Ah, a tie-in to current events! Good pick, Mr. Horde. I don’t even know what Draft Week is, though. Apparently something to do with football and Kevin Costner.

Okay, for our next selection, in what movie will you see this at the 20:20?

-Tom

Is that Henry & June?

I like this guess even though it is incorrect.

-Tom

Oh man. Okay, so when I guessed Sleepers I Googled it and came up with this picture:

My first thought was ‘Ah! I might be right!’ and just posted my answer. I should have read the text… not that I’ve seen Kings of Summer.

You’ve got to be bold sometimes.

Soft focus, cigarette, art, female, weird eggs/flowers/boobs sketch underneath. The pieces were there.

I didn’t realize Tom was into those Emmanuel movies.

The evenly numbered Emmanuel movies are the best ones.

-Tom

I like this joke, assuming it is one, but my honest first reaction was “Tom misspelled that.”

The movies are entitled Emmanuelle; Emmanuel would be a man’s name (closest I can think of is Immanuel Kant)…

I guess I better guess - The Unbearable Lightness of Being

No misspelling! Everyone knows for the Emmanuelle series the odd ones are better.

Deleted post

In what movie will you see this at the 40:40?

-Tom

The hat makes me think Being There

I like that guess, too, even though it’s wrong.

-Tom

I seem to remember a creepy Lynchian scene with a dancing salesman in a hat played by Burgess Meredith in Day of the Locust, so I’m gonna guess that.

Ha, I even remarked to fire that it’s a relatively obscure movie and if anyone gets it, it would be someone like charmtrap! Nice work.

It is indeed Day of the Locust and that is indeed Burgess Meredith as a former vaudevillian turned salesman. The 20:20 is Karen Black autographing the photograph of her as an extra stolen from the lobby of the movie theater. The 60:60 is Donald Sutherland as the original Homer Simpson.

The 80:80 is a foreshadowing of the disastrous Waterloo charge when the camera pushes in on a diorama of the set.

The 100:100 features John Hillerman and the recently departed Richard Dysart discussing the Waterloo disaster over haircuts.

I was hoping we’d get an image of the Hollywood apocalypse, but instead, the 120:120 is too early. This frame is a split second away from having a dude’s butt in the image!

Unfortunately, no images of Karen Black or a very young and fresh-faced William Atherton from the same time as Sugarland Express. I rewatched it this week to prepare for our Maps to the Stars podcast tonight. I really like Day of the Locust. Why isn’t this movie a classic? Because everyone prefers Midnight Cowboy? Pfft.

Over to you charmtrap.

-Tom

Totally agree that more people should see it. Not quite sure it’s a classic, exactly, but it was effectively unsettling with some great, great performances.

OK, new 20. Not sure if anyone ever saw this movie…it only has a couple thousand ratings on imdb, which usually means I won’t use it for the movie frame game. But it has a decently well-known cast of character actors and it’s really a long-time sentimental favorite of mine that I saw at just the right time in life for it to hit me. We’ll see if I’m the only one who knows it:

So, I’m still pretty new to this game and even though there are no official “rules”, I’m noticed ppl seem to have created some of their own guidelines…

Pretty sure I can name an actor in the frame, but I have no idea of this movie. Is it OK to name the actor to help the group guess or not recommended?

While you ponder, here’s a 40:

Singles?

From my point of view, I’d say not recommended. Not only because this isn’t really a co-op game, but because the person who is going to guess the movie will know that anyway. Telling everybody the person is, I dunno, Henry Fonda or whomever, only encourages people who google/imdb to do that. So I don’t really see the value in it.

But, YMMV. Different folks play the game differently, and that’s okay for the most part.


THE TASK >> When a line below contains the word "Find", copy that line.

[Stored items]
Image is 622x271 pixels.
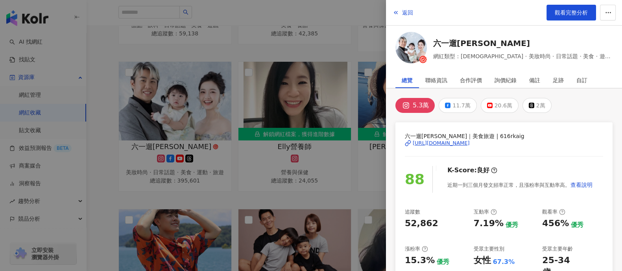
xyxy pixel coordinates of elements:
[401,72,412,88] div: 總覽
[505,221,518,229] div: 優秀
[542,217,569,230] div: 456%
[392,5,413,20] button: 返回
[576,72,587,88] div: 自訂
[433,52,612,61] span: 網紅類型：[DEMOGRAPHIC_DATA] · 美妝時尚 · 日常話題 · 美食 · 遊戲 · 旅遊
[554,9,587,16] span: 觀看完整分析
[570,182,592,188] span: 查看說明
[494,72,516,88] div: 詢價紀錄
[405,168,424,191] div: 88
[570,177,593,193] button: 查看說明
[460,72,482,88] div: 合作評價
[473,208,497,215] div: 互動率
[395,32,427,66] a: KOL Avatar
[542,245,573,252] div: 受眾主要年齡
[473,245,504,252] div: 受眾主要性別
[405,245,428,252] div: 漲粉率
[405,217,438,230] div: 52,862
[447,177,593,193] div: 近期一到三個月發文頻率正常，且漲粉率與互動率高。
[452,100,470,111] div: 11.7萬
[412,100,429,111] div: 5.3萬
[395,98,434,113] button: 5.3萬
[493,258,515,266] div: 67.3%
[405,208,420,215] div: 追蹤數
[473,217,503,230] div: 7.19%
[494,100,512,111] div: 20.6萬
[473,254,491,267] div: 女性
[405,140,603,147] a: [URL][DOMAIN_NAME]
[433,38,612,49] a: 六一遛[PERSON_NAME]
[522,98,551,113] button: 2萬
[405,254,434,267] div: 15.3%
[542,208,565,215] div: 觀看率
[436,258,449,266] div: 優秀
[477,166,489,175] div: 良好
[552,72,563,88] div: 足跡
[536,100,545,111] div: 2萬
[412,140,469,147] div: [URL][DOMAIN_NAME]
[571,221,583,229] div: 優秀
[546,5,596,20] a: 觀看完整分析
[405,132,603,140] span: 六一遛[PERSON_NAME]｜美食旅遊 | 616rkaig
[480,98,518,113] button: 20.6萬
[425,72,447,88] div: 聯絡資訊
[438,98,476,113] button: 11.7萬
[447,166,497,175] div: K-Score :
[395,32,427,63] img: KOL Avatar
[529,72,540,88] div: 備註
[402,9,413,16] span: 返回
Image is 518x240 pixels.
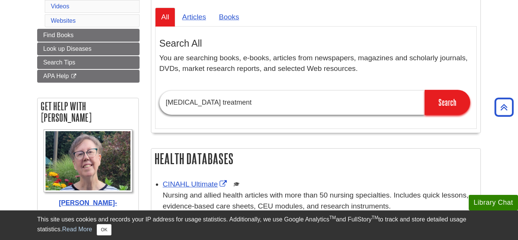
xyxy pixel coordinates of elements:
[97,224,112,236] button: Close
[37,56,140,69] a: Search Tips
[51,17,76,24] a: Websites
[37,43,140,55] a: Look up Diseases
[37,70,140,83] a: APA Help
[51,3,69,9] a: Videos
[469,195,518,211] button: Library Chat
[43,59,75,66] span: Search Tips
[62,226,92,233] a: Read More
[41,198,135,218] div: [PERSON_NAME]-[PERSON_NAME]
[44,129,132,193] img: Profile Photo
[159,38,473,49] h3: Search All
[155,8,175,26] a: All
[163,180,229,188] a: Link opens in new window
[159,90,425,115] input: Find Articles, Books, & More...
[425,90,471,115] input: Search
[43,46,91,52] span: Look up Diseases
[43,32,74,38] span: Find Books
[38,98,139,126] h2: Get help with [PERSON_NAME]
[372,215,378,220] sup: TM
[37,29,140,42] a: Find Books
[213,8,245,26] a: Books
[43,73,69,79] span: APA Help
[176,8,212,26] a: Articles
[41,129,135,218] a: Profile Photo [PERSON_NAME]-[PERSON_NAME]
[159,53,473,75] p: You are searching books, e-books, articles from newspapers, magazines and scholarly journals, DVD...
[37,215,481,236] div: This site uses cookies and records your IP address for usage statistics. Additionally, we use Goo...
[163,190,477,212] p: Nursing and allied health articles with more than 50 nursing specialties. Includes quick lessons,...
[71,74,77,79] i: This link opens in a new window
[492,102,517,112] a: Back to Top
[329,215,336,220] sup: TM
[151,149,481,169] h2: Health Databases
[234,181,240,187] img: Scholarly or Peer Reviewed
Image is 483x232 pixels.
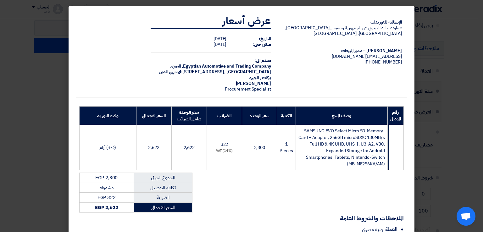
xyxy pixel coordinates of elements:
strong: صالح حتى: [252,41,271,48]
span: EGP 322 [97,194,116,201]
span: عماره 2 حارة الجبروني ش الجمهورية رمسيس [GEOGRAPHIC_DATA], [GEOGRAPHIC_DATA], [GEOGRAPHIC_DATA] [285,25,402,37]
span: SAMSUNG EVO Select Micro SD-Memory-Card + Adapter, 256GB microSDXC 130MB/s Full HD & 4K UHD, UHS-... [298,128,385,167]
span: 2,622 [184,144,195,151]
td: المجموع الجزئي [134,173,192,183]
strong: عرض أسعار [222,13,271,28]
td: السعر الاجمالي [134,202,192,213]
th: الكمية [277,107,296,125]
div: (14%) VAT [209,148,239,154]
strong: مقدم الى: [254,57,271,64]
strong: التاريخ: [259,36,271,42]
span: 1 Pieces [280,141,293,154]
span: 322 [221,141,228,148]
span: مشموله [100,184,114,191]
span: Egyptian Automotive and Trading Company, [182,63,271,69]
th: سعر الوحدة [242,107,277,125]
span: [EMAIL_ADDRESS][DOMAIN_NAME] [332,53,402,60]
th: الضرائب [207,107,242,125]
strong: EGP 2,622 [95,204,118,211]
span: (1-2) أيام [99,144,116,151]
span: [DATE] [213,36,226,42]
u: الملاحظات والشروط العامة [340,213,404,223]
div: [PERSON_NAME] – مدير المبيعات [281,48,402,54]
a: Open chat [457,207,475,226]
th: وقت التوريد [80,107,136,125]
th: وصف المنتج [296,107,387,125]
span: 2,300 [254,144,265,151]
span: [DATE] [213,41,226,48]
th: السعر الاجمالي [136,107,171,125]
span: 2,622 [148,144,159,151]
td: تكلفه التوصيل [134,183,192,193]
div: الإيطالية للتوريدات [281,19,402,25]
span: الجيزة, [GEOGRAPHIC_DATA] ,[STREET_ADDRESS] محمد بهي الدين بركات , الجيزة [159,63,271,81]
th: سعر الوحدة شامل الضرائب [171,107,207,125]
span: [PHONE_NUMBER] [364,59,402,65]
span: Procurement Specialist [225,86,271,92]
td: EGP 2,300 [80,173,134,183]
span: [PERSON_NAME] [236,80,271,87]
th: رقم الموديل [387,107,403,125]
td: الضريبة [134,193,192,203]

THE ANSWER >>
[159,90,425,115] input: Find Articles, Books, & More...
[43,32,74,38] span: Find Books
[37,29,140,42] a: Find Books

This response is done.